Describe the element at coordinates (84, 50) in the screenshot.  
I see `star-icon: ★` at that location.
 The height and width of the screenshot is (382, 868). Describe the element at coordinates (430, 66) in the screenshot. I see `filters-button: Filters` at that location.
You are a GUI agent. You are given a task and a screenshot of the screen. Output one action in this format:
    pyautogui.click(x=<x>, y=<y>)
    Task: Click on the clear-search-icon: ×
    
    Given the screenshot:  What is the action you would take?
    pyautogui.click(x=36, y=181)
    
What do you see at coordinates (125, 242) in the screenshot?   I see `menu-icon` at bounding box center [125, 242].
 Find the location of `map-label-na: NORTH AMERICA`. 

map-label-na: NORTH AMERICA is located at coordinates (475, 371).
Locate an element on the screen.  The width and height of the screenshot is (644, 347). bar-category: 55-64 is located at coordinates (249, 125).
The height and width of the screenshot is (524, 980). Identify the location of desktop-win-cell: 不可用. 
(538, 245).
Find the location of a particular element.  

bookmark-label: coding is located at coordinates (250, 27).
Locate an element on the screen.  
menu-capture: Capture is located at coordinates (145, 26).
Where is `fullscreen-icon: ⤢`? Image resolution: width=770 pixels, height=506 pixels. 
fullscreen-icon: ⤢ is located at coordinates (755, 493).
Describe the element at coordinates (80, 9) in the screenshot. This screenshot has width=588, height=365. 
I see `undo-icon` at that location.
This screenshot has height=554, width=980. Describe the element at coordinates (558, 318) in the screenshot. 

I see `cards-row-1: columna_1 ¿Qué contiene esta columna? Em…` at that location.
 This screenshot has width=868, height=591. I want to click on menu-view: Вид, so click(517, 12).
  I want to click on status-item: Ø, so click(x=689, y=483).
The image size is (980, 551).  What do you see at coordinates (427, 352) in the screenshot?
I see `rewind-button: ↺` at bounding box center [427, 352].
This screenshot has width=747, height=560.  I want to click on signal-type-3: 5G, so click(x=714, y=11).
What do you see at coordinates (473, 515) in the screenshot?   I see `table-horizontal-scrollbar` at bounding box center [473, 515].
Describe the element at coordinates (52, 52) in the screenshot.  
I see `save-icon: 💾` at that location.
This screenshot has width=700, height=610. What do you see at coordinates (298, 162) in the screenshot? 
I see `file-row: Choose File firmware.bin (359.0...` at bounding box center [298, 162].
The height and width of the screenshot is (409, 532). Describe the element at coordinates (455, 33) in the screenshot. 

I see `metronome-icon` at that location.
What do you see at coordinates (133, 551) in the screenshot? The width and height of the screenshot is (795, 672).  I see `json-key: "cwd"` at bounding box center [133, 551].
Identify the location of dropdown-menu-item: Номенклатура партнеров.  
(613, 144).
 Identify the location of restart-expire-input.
*-*-*
> _Task directions_: Retype all the records above without changing a word.

> _Solution for this task_:
Describe the element at coordinates (84, 50) in the screenshot.  
I see `star-icon: ★` at that location.
 The height and width of the screenshot is (382, 868). Describe the element at coordinates (430, 66) in the screenshot. I see `filters-button: Filters` at that location.
You are a GUI agent. You are given a task and a screenshot of the screen. Output one action in this format:
    pyautogui.click(x=<x>, y=<y>)
    Task: Click on the clear-search-icon: ×
    
    Given the screenshot:  What is the action you would take?
    pyautogui.click(x=36, y=181)
    
What do you see at coordinates (125, 242) in the screenshot?   I see `menu-icon` at bounding box center [125, 242].
 Find the location of `map-label-na: NORTH AMERICA`. 

map-label-na: NORTH AMERICA is located at coordinates (475, 371).
Locate an element on the screen.  The width and height of the screenshot is (644, 347). bar-category: 55-64 is located at coordinates (249, 125).
The height and width of the screenshot is (524, 980). Identify the location of desktop-win-cell: 不可用. 
(538, 245).
Find the location of a particular element.  

bookmark-label: coding is located at coordinates (250, 27).
Locate an element on the screen.  
menu-capture: Capture is located at coordinates (145, 26).
Where is `fullscreen-icon: ⤢`? Image resolution: width=770 pixels, height=506 pixels. 
fullscreen-icon: ⤢ is located at coordinates (755, 493).
Describe the element at coordinates (80, 9) in the screenshot. This screenshot has width=588, height=365. 
I see `undo-icon` at that location.
This screenshot has height=554, width=980. Describe the element at coordinates (558, 318) in the screenshot. 

I see `cards-row-1: columna_1 ¿Qué contiene esta columna? Em…` at that location.
 This screenshot has width=868, height=591. I want to click on menu-view: Вид, so click(517, 12).
  I want to click on status-item: Ø, so click(x=689, y=483).
The image size is (980, 551).  What do you see at coordinates (427, 352) in the screenshot?
I see `rewind-button: ↺` at bounding box center [427, 352].
This screenshot has width=747, height=560.  I want to click on signal-type-3: 5G, so click(x=714, y=11).
What do you see at coordinates (473, 515) in the screenshot?   I see `table-horizontal-scrollbar` at bounding box center [473, 515].
Describe the element at coordinates (52, 52) in the screenshot.  
I see `save-icon: 💾` at that location.
This screenshot has width=700, height=610. What do you see at coordinates (298, 162) in the screenshot? 
I see `file-row: Choose File firmware.bin (359.0...` at bounding box center [298, 162].
The height and width of the screenshot is (409, 532). Describe the element at coordinates (455, 33) in the screenshot. 

I see `metronome-icon` at that location.
What do you see at coordinates (133, 551) in the screenshot? The width and height of the screenshot is (795, 672).  I see `json-key: "cwd"` at bounding box center [133, 551].
Identify the location of dropdown-menu-item: Номенклатура партнеров.  
(613, 144).
 Identify the location of restart-expire-input.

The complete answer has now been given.